A hardline Sri Lankan monk who is a close ally of ousted former president Gotabaya Rajapaksa, has been sentenced to nine months in prison for insulting Islam and inciting religious hatred.
Galagodaatte Gnanasara was convicted on Thursday for the remarks, which date back to 2016.
Sri Lanka rarely convicts Buddhist monks, but this marks the second time that Gnanasara, who has repeatedly been accused of hate crimes and anti-Muslim violence, has been jailed.
As someone who used to be Buddhist and still harbours pretty Buddhist inclinations, my gut always wants to do the “No true Scotsman” fallacy in response to Buddhist violence, but that kind of tribalistic instinct is the source of a lot of violence throughout history.
Violence is complicated though.

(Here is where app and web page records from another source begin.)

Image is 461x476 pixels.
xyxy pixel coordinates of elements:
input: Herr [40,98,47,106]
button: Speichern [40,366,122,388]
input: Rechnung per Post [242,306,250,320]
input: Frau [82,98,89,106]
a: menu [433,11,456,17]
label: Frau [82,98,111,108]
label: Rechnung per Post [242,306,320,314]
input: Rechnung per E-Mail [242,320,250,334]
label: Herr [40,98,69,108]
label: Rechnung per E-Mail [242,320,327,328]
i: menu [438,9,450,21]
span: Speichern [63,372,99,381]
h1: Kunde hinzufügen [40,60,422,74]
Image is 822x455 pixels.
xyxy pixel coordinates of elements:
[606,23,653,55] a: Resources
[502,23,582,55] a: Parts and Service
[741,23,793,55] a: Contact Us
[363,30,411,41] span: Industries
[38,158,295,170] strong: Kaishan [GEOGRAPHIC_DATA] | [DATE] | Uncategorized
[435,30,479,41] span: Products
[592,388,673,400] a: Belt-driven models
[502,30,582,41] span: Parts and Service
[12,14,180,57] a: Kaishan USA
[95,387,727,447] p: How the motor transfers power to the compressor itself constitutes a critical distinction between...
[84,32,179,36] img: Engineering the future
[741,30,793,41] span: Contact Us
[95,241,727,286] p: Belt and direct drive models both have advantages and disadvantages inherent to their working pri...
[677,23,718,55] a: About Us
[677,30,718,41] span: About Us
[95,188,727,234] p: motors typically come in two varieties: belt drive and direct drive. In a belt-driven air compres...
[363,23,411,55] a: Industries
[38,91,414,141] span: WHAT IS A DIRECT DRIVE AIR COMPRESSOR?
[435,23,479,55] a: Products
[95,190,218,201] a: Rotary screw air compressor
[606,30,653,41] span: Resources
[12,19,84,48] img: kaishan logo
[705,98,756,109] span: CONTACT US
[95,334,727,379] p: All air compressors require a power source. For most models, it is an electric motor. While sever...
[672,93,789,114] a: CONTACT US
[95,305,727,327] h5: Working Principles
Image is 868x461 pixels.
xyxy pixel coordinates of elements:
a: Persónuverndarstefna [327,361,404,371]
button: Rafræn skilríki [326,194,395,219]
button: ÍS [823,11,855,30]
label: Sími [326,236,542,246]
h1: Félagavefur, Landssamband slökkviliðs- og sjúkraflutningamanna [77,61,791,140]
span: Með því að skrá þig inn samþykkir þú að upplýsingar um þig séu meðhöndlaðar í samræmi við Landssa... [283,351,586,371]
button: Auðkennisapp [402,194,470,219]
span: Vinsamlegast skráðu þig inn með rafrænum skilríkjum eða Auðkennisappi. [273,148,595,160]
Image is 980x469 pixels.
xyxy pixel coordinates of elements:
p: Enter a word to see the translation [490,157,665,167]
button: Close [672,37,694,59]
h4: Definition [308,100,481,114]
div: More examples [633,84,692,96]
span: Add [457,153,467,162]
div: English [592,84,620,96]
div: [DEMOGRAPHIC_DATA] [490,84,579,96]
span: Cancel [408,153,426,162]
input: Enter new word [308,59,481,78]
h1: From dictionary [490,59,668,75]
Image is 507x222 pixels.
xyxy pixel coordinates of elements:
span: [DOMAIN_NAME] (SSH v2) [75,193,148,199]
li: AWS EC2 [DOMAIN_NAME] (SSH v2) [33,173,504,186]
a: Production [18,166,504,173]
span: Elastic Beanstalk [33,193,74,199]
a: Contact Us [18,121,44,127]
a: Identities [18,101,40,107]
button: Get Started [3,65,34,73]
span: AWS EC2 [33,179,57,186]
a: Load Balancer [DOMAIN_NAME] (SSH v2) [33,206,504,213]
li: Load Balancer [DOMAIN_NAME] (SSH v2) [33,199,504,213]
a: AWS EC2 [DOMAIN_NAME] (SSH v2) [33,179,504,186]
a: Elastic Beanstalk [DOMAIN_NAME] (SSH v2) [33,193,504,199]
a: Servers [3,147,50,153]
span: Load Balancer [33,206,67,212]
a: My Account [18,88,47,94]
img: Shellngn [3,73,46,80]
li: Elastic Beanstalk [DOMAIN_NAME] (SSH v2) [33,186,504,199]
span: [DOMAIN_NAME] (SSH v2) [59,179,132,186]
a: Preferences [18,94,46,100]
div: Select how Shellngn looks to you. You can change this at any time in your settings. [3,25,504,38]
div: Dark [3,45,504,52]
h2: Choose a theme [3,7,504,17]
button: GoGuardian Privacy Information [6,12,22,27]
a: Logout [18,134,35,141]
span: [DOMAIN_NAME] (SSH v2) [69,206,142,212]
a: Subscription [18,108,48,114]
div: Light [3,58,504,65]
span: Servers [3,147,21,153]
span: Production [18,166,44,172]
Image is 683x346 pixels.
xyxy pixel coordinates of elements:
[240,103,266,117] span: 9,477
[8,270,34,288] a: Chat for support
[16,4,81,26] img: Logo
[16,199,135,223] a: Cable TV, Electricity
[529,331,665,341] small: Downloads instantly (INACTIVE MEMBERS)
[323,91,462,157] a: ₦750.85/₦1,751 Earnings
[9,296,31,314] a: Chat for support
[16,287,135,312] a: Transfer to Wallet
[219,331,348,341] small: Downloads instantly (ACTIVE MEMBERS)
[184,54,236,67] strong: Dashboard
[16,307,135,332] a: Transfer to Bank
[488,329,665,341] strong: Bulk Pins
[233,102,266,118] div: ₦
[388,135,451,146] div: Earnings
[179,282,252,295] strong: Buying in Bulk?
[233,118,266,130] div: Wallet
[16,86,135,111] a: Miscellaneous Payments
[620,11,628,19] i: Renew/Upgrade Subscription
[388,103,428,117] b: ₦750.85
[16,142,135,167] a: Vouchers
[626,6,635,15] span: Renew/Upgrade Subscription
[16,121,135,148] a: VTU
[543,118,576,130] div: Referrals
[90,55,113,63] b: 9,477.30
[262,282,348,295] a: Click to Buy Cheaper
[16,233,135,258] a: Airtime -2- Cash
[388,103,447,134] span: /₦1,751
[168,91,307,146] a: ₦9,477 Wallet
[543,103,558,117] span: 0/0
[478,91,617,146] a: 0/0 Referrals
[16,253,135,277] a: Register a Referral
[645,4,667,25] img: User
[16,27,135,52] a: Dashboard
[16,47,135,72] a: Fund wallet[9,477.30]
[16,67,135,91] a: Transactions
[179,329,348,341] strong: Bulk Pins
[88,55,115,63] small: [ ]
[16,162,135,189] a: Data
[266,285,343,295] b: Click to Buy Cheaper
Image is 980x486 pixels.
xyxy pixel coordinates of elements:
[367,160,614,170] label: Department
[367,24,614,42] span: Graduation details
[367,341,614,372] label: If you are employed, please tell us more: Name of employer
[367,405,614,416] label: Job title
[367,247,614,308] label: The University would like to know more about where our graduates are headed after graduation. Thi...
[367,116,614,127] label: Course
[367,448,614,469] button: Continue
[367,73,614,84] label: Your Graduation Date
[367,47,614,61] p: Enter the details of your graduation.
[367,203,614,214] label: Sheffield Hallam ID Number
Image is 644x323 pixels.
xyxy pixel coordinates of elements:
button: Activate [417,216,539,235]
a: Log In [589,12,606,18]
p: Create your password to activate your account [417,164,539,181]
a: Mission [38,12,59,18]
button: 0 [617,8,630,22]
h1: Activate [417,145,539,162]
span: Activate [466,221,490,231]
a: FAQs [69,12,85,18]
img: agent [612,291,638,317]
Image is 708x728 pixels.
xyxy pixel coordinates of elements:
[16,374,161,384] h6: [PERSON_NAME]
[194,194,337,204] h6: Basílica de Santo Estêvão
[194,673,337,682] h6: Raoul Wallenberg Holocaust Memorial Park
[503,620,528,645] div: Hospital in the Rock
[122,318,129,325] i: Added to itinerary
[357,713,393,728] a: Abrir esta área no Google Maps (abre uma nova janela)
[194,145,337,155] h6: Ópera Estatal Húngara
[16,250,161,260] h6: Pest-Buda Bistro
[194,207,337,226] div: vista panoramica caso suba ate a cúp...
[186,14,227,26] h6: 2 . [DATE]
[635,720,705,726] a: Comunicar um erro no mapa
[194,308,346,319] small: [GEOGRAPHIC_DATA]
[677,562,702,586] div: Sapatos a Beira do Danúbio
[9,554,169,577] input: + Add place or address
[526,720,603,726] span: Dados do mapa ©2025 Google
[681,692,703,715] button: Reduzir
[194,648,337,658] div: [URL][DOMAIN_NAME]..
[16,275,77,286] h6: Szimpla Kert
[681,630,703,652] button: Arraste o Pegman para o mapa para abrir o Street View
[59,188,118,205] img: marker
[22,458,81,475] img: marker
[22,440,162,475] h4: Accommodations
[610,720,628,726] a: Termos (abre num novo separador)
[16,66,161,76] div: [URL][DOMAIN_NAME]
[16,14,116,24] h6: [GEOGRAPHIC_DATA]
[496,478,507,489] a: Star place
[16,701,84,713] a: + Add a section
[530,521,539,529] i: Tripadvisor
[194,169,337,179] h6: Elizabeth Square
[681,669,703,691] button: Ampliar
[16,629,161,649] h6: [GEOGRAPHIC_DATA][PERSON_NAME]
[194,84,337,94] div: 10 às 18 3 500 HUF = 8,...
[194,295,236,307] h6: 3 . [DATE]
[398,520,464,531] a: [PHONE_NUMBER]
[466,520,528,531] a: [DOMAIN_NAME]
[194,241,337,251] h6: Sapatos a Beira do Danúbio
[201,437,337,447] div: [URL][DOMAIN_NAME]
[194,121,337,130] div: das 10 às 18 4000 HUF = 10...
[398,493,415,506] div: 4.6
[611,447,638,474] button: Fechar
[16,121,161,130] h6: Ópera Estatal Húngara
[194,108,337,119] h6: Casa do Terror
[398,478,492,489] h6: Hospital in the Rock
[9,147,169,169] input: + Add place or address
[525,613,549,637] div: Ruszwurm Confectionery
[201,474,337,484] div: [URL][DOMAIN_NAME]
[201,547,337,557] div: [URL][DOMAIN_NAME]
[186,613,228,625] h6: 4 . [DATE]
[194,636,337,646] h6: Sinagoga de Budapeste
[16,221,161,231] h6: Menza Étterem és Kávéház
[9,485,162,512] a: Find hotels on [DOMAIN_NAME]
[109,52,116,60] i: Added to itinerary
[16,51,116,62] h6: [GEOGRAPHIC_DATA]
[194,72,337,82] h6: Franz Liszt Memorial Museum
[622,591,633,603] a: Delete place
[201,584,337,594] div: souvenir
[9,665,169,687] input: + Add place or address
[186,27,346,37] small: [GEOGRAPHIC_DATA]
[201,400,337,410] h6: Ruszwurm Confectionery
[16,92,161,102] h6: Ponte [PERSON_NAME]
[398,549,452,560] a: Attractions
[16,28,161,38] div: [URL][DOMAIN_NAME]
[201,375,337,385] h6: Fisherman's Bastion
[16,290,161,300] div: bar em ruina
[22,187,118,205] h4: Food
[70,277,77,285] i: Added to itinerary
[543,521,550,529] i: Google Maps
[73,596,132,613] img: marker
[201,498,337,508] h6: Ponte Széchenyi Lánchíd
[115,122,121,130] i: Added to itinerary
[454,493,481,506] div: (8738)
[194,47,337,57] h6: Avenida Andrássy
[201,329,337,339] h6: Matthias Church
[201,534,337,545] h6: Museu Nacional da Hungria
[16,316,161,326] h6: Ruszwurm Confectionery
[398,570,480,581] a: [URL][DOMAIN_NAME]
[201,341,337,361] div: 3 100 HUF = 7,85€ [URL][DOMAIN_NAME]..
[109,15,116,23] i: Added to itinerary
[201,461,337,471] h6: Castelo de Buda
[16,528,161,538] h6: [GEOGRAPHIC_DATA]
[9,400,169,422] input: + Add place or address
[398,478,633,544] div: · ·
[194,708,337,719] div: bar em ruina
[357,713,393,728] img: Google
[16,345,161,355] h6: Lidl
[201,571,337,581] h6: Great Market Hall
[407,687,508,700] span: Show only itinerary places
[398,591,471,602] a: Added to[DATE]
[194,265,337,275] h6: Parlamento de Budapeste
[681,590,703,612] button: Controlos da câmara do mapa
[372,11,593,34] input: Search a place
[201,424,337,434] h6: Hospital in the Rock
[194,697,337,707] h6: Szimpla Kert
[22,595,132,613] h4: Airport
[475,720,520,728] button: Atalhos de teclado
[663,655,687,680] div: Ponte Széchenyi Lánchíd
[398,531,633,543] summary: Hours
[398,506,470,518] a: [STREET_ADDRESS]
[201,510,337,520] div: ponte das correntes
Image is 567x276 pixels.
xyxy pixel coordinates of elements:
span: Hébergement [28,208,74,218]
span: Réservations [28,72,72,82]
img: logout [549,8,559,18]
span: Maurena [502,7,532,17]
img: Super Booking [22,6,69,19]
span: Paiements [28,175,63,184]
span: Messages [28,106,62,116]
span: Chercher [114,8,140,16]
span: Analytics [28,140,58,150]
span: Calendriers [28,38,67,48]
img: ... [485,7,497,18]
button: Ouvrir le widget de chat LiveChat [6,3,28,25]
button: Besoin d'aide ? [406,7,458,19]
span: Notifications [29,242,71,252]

I recall the 14th Dalai Lama (spiritual leader of Tibetan Buddhism) responding to a question whether it would be justified to kill Hitler (and other genocide perpetrators) if they were early into their campaigns of genocide, and the reply was that it would be justified, so long as they weren’t killed in anger (because Buddhism puts a significant amount of weight on the intentions behind actions as well as the practical impact).
On average, I do think Buddhism is fairly low violence/hate than many other religions, but any I also think people in general will always have the capacity for violence, and so any religion large enough will have its violent extremists. There aren’t any particular examples in scripture that I can recall that are pro-violence, so I’ll share with you a wee story I’ve always found humorously dark. It’s one of the Jataka, which are stories about the Buddha in a previous life. (n.b. “Bodhisattva” means "one who is seeking enlightenment and is how the Buddha referred to himself pre-enlightenment)
I find this story wild because it seems like it’s presenting violence as a good thing? Like, the hypocritical jackal gets absolutely bodied. Sure, the Bodhisatta was a rat, and maybe a rat isn’t sufficiently advanced for us to hold responsible for killing (plus the Bodhisatta hasn’t reached enlightenment, so maybe I’m applying unreasonable standards here), but if we’re imagining talking animals that can scam and scheme, I’m going to think of them as somewhat human. I first read it in a children’s book, and was shocked at how dark it was.
Mainly though, the reason I remembered this story is because many Buddhist stories are heavily reliant on symbolism and take some digging to unearth the insight. The Buddha told this story after being told that one of his disciples had been exposed as a hypocrite (the story was like a “ah, some people never change” kind of angle), and the intended takeaway definitely wasn’t “you should go and kill that guy”. However, I can see how people could see it (and other stories that may involve violence for a greater good) as an endorsement of such. It gets messy because there’s significant variation in what texts and practices acknowledged by different sects of Buddhism; I can’t fathom an ideology that is both far-right while also being anything remotely resembling Buddhism, but I know very little about Sinhalese Buddhism, and I said I was going to avoid doing the the No True Scotsman thing
Edit: forgot the citation to the translation I used [1]: https://thejatakatales.com/bilara-jataka-128/
Also, I looked into Sinhalese Buddhism further. It appears to me that a key component here is the “Mahavamsa”, a non canonical text written in the 5th century CE, which presents the Sinhalese as the Buddha’s chosen people and Sri Lanka as a promised land. One story involves a Buddhist warrior king feeling bad for killing Tamil unbelievers, but his disciples reassure him that it’s fine, because they were barely better than beasts and it was necessary to “bring glory to Buddhist doctrine”. It presents the Sinhalese as the first humans to inhabit the island, given that those who predated them are considered to be sub-human. Yikes! I can see how this would drive far right extremism
The plot thickens though. Sinhalese Buddhism saw a big revival under British Colonialism, to counter the influence of Christian missionaries. A detail that I initially found baffling was that the British actually commissioned a translation of the Mahavamsa into Sinhalese, making it accessible to a wider audience; it was written in Pāli, a classical Indian language that relatively few could read. The 1881 census has Sri Lanka as being 61.57% Buddhist (not too far behind the 2012 figure of 70.20%), so I wonder whether encouraging Sinhalese Buddhism was an attempt by the British, as a colonial power, to make the Sri Lankan more homogenous and thus, more legible. It would be on-brand for Britain.
To summarise, I like this quote from political scientist Heather Selma Gregg:
Yeah, that’d do it. It’s disappointing to learn, but not especially surprising.